Why is the flower turning green?
It's normal — and a sign your plant is healthy.
At a glance
- Cause
- Natural maturation; chlorophyll returns to the spathe
- Timing
- 2–3 weeks after bloom opens
- Action
- None needed; deadhead when fully green
What's happening
The white spathe is a modified leaf. As it ages, chlorophyll re-pigments the tissue. This is the plant reabsorbing energy before the spathe withers. Cut the stem at the base when it browns.
When green is normal
Green flowers are usually just older spathes. Many peace lily blooms open white, then slowly fade to cream or green before browning. If the leaves are healthy and the bloom has been open for weeks, there is nothing to fix.
When green points to light
Some spathes open greener or turn green faster in very bright conditions. That does not mean the plant is in danger unless leaves also show sun scorch, pale patches, or crispy edges. Peace lilies still prefer bright indirect light rather than direct hot sun.
Should you cut green flowers?
Cut them if you do not like the look or if the bloom is clearly past its best. Leave them if the plant looks good and the green spathe is still firm. There is no special penalty either way; use appearance and plant health as your guide.

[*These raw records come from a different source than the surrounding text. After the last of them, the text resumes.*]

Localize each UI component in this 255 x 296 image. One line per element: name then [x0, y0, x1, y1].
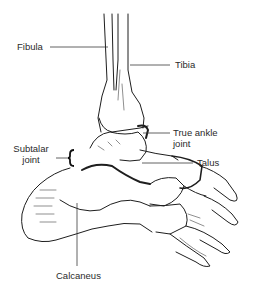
label-true-ankle-joint-line2: joint: [173, 138, 218, 149]
label-fibula: Fibula: [17, 41, 43, 52]
label-true-ankle-joint-line1: True ankle: [173, 127, 218, 138]
label-subtalar-joint-line1: Subtalar: [10, 143, 52, 154]
subtalar-joint-line: [82, 165, 150, 184]
ankle-anatomy-diagram: Fibula Tibia True ankle joint Subtalar j…: [0, 0, 255, 296]
label-calcaneus: Calcaneus: [56, 270, 101, 281]
label-tibia: Tibia: [175, 59, 195, 70]
talus-bone: [90, 132, 178, 161]
label-talus: Talus: [197, 157, 219, 168]
fibula-bone: [98, 14, 114, 132]
label-true-ankle-joint: True ankle joint: [173, 127, 218, 149]
subtalar-joint-brace-icon: [68, 150, 74, 166]
metatarsal-bones: [170, 166, 238, 267]
label-subtalar-joint: Subtalar joint: [10, 143, 52, 165]
label-subtalar-joint-line2: joint: [10, 154, 52, 165]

Green flowers on a new plant
A newly purchased peace lily may arrive with blooms at different ages. Some may be white, some green, and some already browning. That is normal display timing, not necessarily a care problem in your home.
Green spathe vs new leaf
A green bloom has a central spadix and rises on a flower stalk. A new leaf unfurls from a rolled spear and opens flat. If you are not sure which you have, wait a few days before cutting; new leaves are valuable and should stay.
What to watch next
Watch the leaves more than the bloom color. If leaves are firm, glossy, and making new growth, green blooms are just part of the cycle. If blooms green quickly while leaves yellow, droop, or scorch, troubleshoot light, watering, and root health.
How to get whiter future blooms
Keep the plant in bright indirect light, avoid direct afternoon sun, and provide steady care. Some cultivars naturally show more green than others as blooms age. The goal is a healthy plant with a normal bloom cycle, not forcing every spathe to stay white forever.
Does fertilizer make blooms green?
Fertilizer is not usually the main reason a peace lily flower turns green. Heavy feeding can stress a plant, but green spathes are most often aging, cultivar habit, or light-related. Use fertilizer lightly and seasonally; do not try to correct green blooms with stronger doses.
When to troubleshoot
Troubleshoot if green blooms appear with weak leaves, brown tips, drooping, or no new growth. In that case, the color is less important than the plant's overall condition. Check light first, then watering, roots, and temperature.
How long to leave it
A firm green bloom can stay for weeks. Once it droops, browns, or looks papery, remove the stalk at the base. Leaving old bloom stalks is not dangerous, but it can make the plant look tired and crowded.
If every bloom opens green
If every new bloom opens green rather than white, check whether the plant is in unusually strong light or whether the cultivar naturally colors that way. If leaves look healthy and there is no scorch, you may simply have a plant whose blooms age or color quickly.
Should you move the plant?
Move it only if the leaves also show stress. A green bloom by itself is not a reason to change a good setup. If leaves are scorched or pale, pull the plant back into filtered light and watch the next bloom cycle.
Let the leaves, not the old bloom color, make the decision.
Sources & further reading
- University of Florida IFAS Extension — Spathiphyllum cultural notes.
- RHS plant database, retrieved May 2026.
- Missouri Botanical Garden — Spathiphyllum wallisii.